Are you staying at a hotel? If so, you can call the hotel property in Orlando directly, speak to either the MOD (Manager On Duty) or the Housekeeping department, and ask if they have shower chairs available, and if you can have one waiting in your room when you arrive.
Also, do you use a manual chair outside of WDW? The reason I ask - respectfully - is that sometimes folks thing they can just hop in a manual chair and push themselves all over WDW. They don't realize that unless you use a chair all the time at home (in your everyday life) that you most likely don't have the hand/arm/shoulder strength to go a full day at WDW, let alone multiple days. Even trained athletes at top form can find it exhausting - there are *so* many more hills, swells, ramps, rises, and inclines than you realize... until you are on wheels!
The *average* Guest at WDW travels between 3 & 10 miles
per day; someone unaccustomed to self-propelling a manual chair (especially a rental chair, which will not be nearly as lightweight and easy to maneuver as a custom chair) will find that day two they literally cannot lift their arms to do anything. And that's no way to spend your time at Disney World!

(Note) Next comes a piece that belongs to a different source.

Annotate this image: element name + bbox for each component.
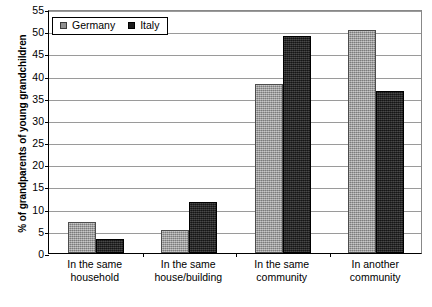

If you have someone traveling with you that can/will push you, then you might let them know to bring along a pair of inexpensive bike or golf gloves (available at any of your finer Walmart stores) to help protect their hands if the rental chair has the old-school hard, black plastic hand grips.
Also, one thing we recommend around here is to take along a length of brightly colored grosgrain ribbon, or a bandana (Walmart also has bandanas, for $1 each, as does Hobby Lobby) and tie it somewhere on your rental wheelchair; it will help it stand out in a sea of similar rentals, and make it quick and easy to spot, especially if a CM has to move it!
I haven't had to rent medical equipment at WDW, but I know that others have, so I will leave the recommendations to them.